_Aim of the exercise:_
Among the entries that follow, the required portion opens with the line containing "This screenshot has height=899, width=1597." and closes with the line containing "Locate an element". Give that portion again exactly, and nothing else.

_Records supplied:_

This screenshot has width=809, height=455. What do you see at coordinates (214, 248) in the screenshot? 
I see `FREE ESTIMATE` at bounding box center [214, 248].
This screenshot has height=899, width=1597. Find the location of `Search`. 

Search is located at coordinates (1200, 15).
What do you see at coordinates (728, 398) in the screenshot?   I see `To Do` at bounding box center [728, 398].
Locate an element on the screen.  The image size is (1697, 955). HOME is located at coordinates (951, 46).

---

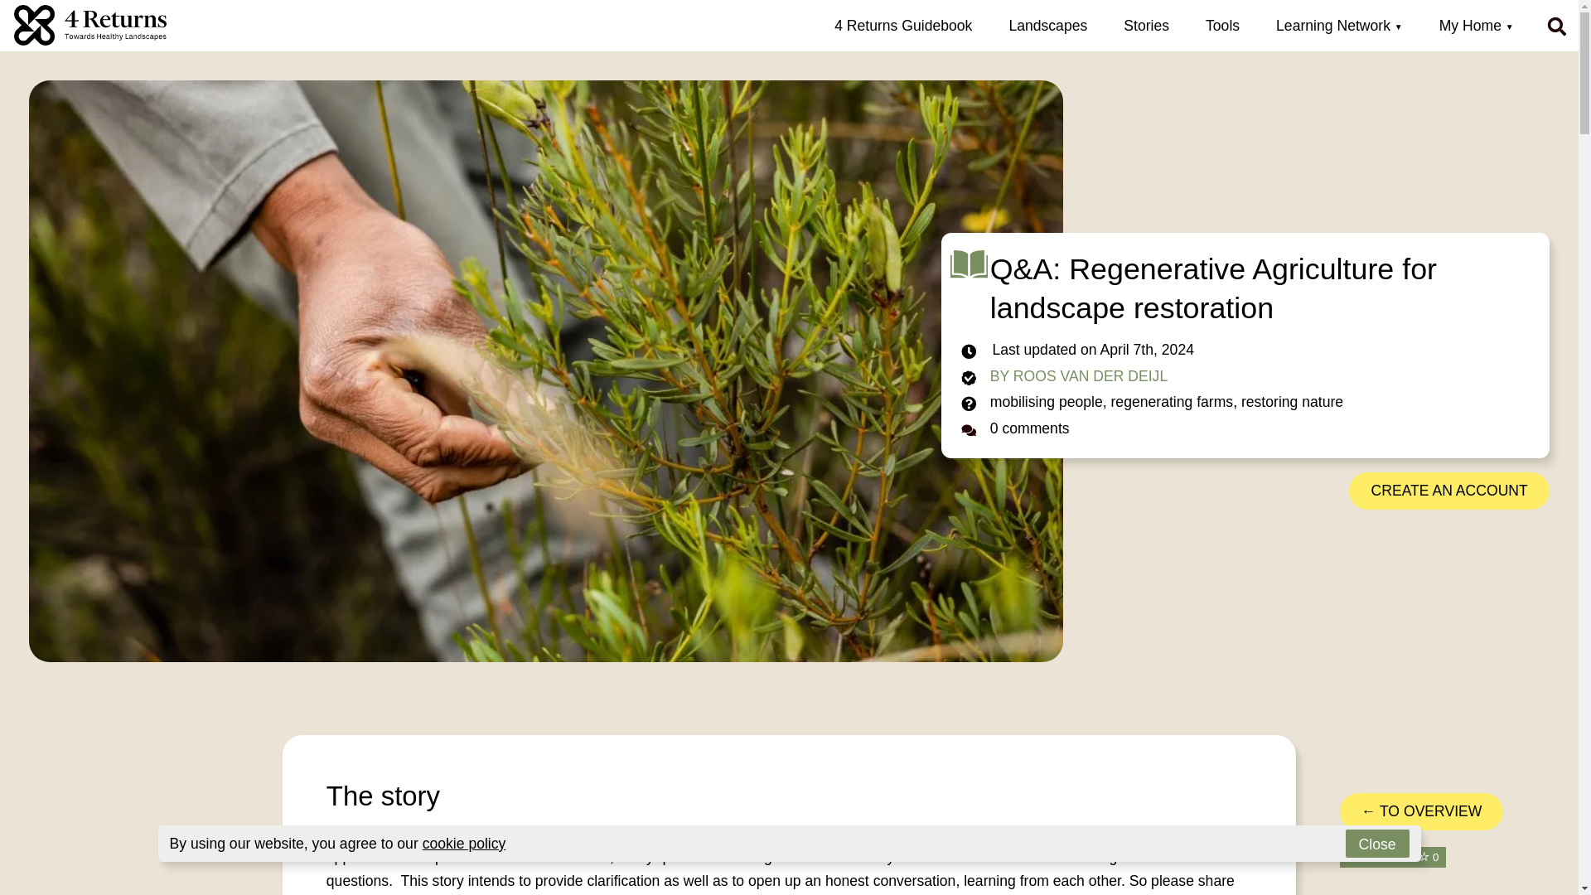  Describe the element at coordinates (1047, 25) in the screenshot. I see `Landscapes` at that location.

...

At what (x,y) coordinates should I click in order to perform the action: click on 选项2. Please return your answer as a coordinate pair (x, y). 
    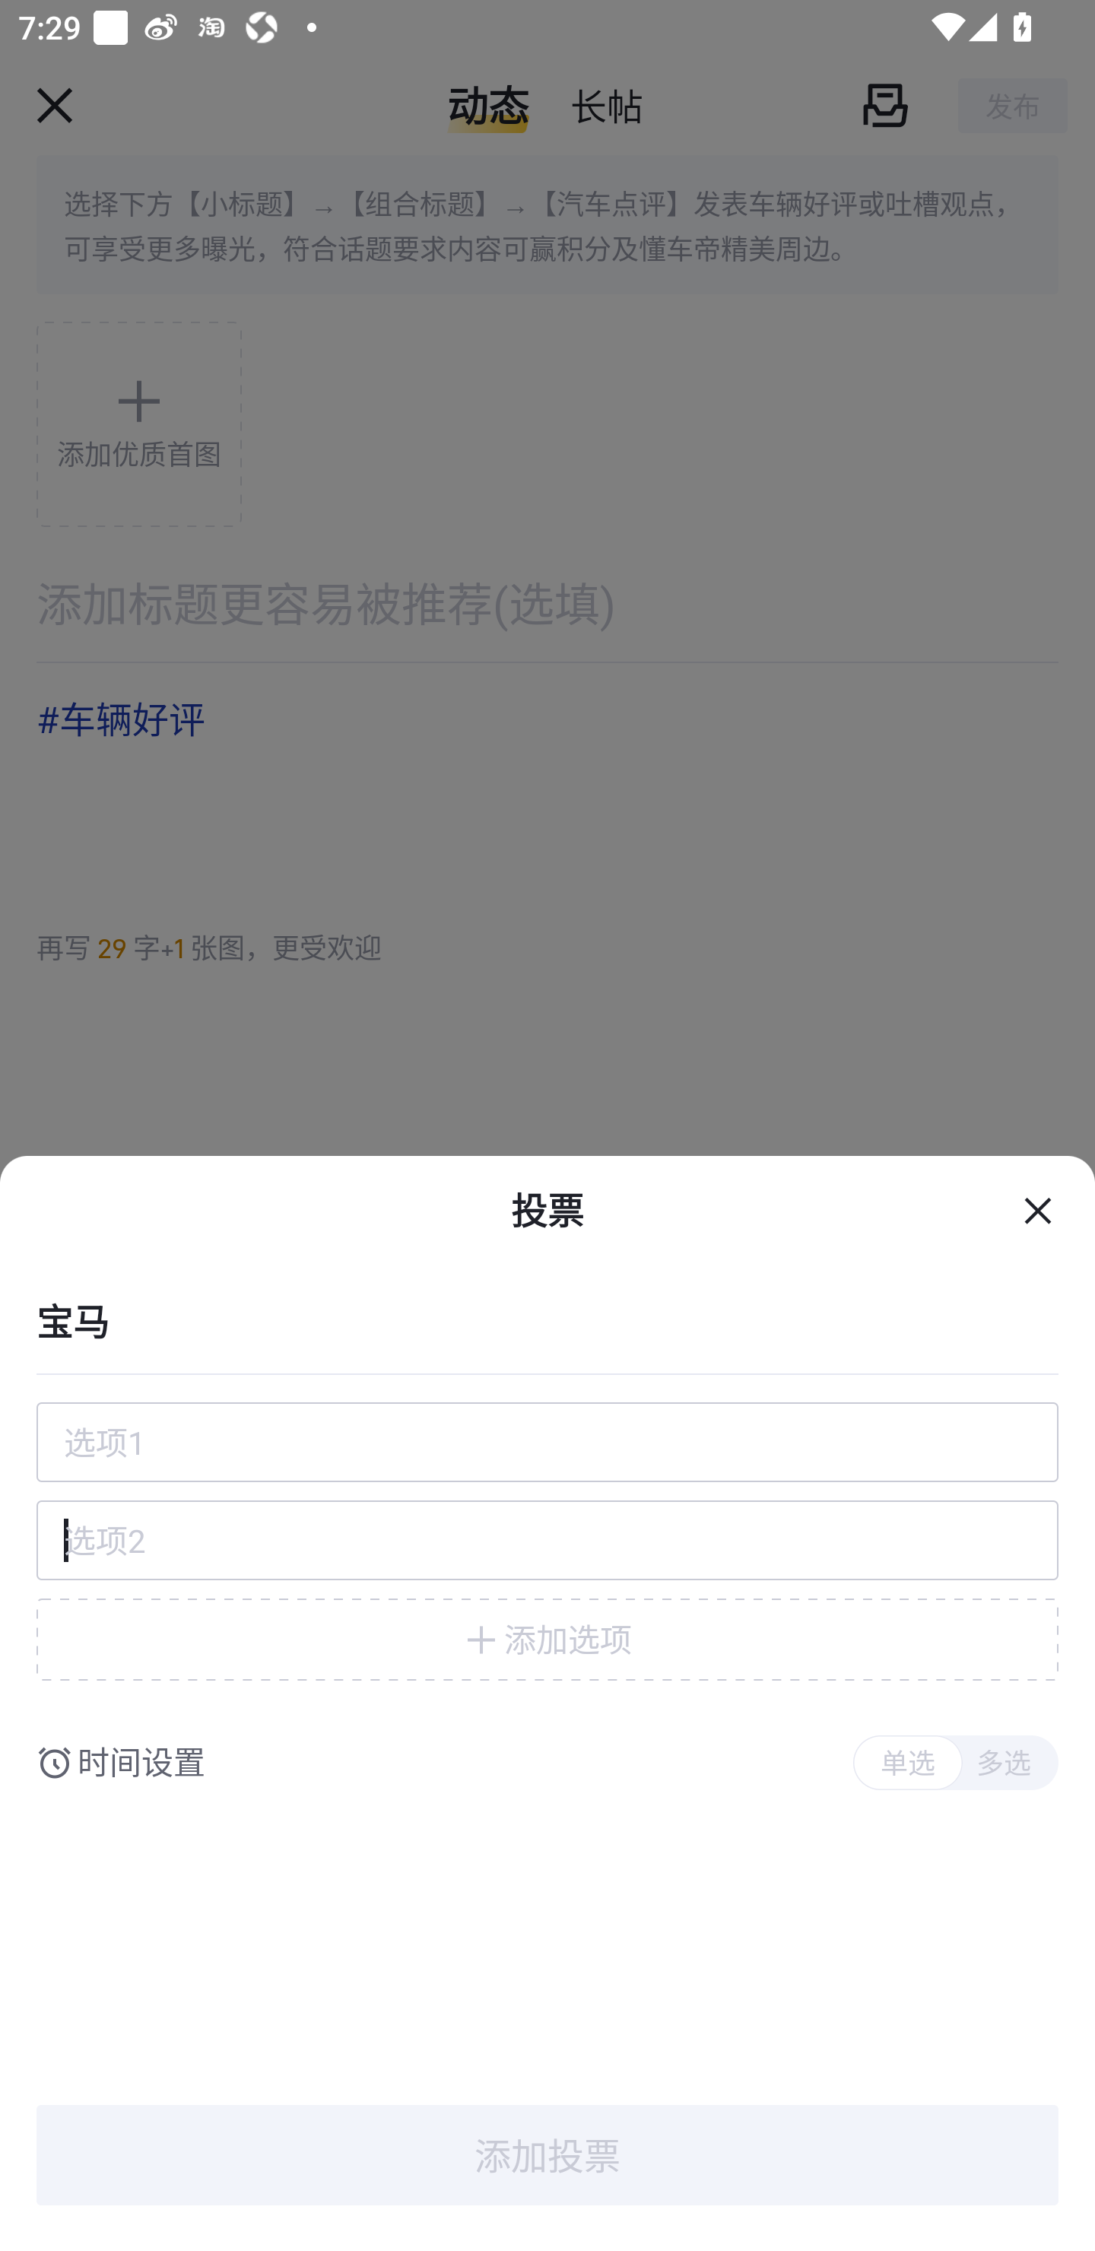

_Final answer:_
This screenshot has height=899, width=1597. Find the location of `Search`. 

Search is located at coordinates (1200, 15).
What do you see at coordinates (728, 398) in the screenshot?   I see `To Do` at bounding box center [728, 398].
Locate an element on the screen.  The image size is (1697, 955). HOME is located at coordinates (951, 46).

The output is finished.